Last year I had a brief glimpse of success - I had planted a pumpkin, too late in the season. I had it in a pot out on our deck. It flourished, flowered, and then froze.

This year I decided to try acorn squash, thinking that would be no problem since the pumpkin had (almost) done so well...

I started a seed in a little peat pellet indoors, then transferred it to that same pot the pumpkin had been in real quick once it sprouted. Real quick because the only places inside that are safe from the cats don't get enough sunlight, and I've had plenty of baby plants spend all their energy stretching for the light, and winding up all long and weak. Too quick because the next day, it was crushed. A bird, a squirrel, a stray twig, I don't know. However it happened, no more squash.

So then I tried planting a seed directly in the container. I'm not sure why I thought that would work any better. I waited and waited for it to sprout... then gave up and popped a few more in peat pellets. Right about the same time that the ones in the pellets came up, there was a sprout in the pot on the deck. I thought all was well and shoved the peat pellets outside on a ledge and forgot about them.

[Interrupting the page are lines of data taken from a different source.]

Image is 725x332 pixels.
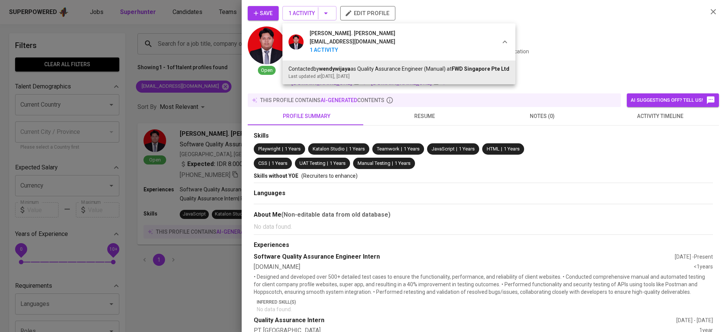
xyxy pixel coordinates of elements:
[310,38,395,46] div: [EMAIL_ADDRESS][DOMAIN_NAME]
[452,66,509,72] span: FWD Singapore Pte Ltd
[282,23,515,60] div: [PERSON_NAME]. [PERSON_NAME][EMAIL_ADDRESS][DOMAIN_NAME]1 Activity
[288,73,509,80] div: Last updated at [DATE] , [DATE]
[288,65,509,73] div: Contacted by as Quality Assurance Engineer (Manual) at
[310,29,395,38] span: [PERSON_NAME]. [PERSON_NAME]
[310,46,395,54] b: 1 Activity
[288,34,304,49] img: 0176c899-157c-45f9-a997-4cde1f9aeda7.jpg
[319,66,350,72] b: wendywijaya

I was so proud of that little squash. It grew its first real leaves, got bigger and bigger, and I kept checking on it and taking pictures. I'd started it early enough, not too early (I live in New England) and everything was going to be great. It was a funny looking squash, but it was my squash and I loved it. Amazingly, the sprouts in the peat pellets were also still alive and growing. And they didn't look anything like what was growing in my container.

To prove it to myself, I poked around in the dirt until I found it - the little, unsprouted squash seed. I evicted the volunteer and replaced it with another of the peat pellet sprouts. 

Not a squash.

 Then, we had a few days of heavy rain. I wasn't worried, because I made sure there was plenty of drainage in the container, and my squash made it through all right. Then we had a couple of hot days, and the poor thing dried up to a crisp. Its brother sprouts in the other pellets had drowned in the rain, so I'm back to square one.

Luckily I live in a fairly rural area with a lot of native herbs for wildcrafting. I also bought some mint that's survived so far.

But I feel a deep need to be able to eat something that I've grown myself from seed. Even better would be a second generation, grown from seeds I harvested off a plant I grew. I still have some peat pellets left.

I'll let you know how it goes...

(I should probably go check on the mint!)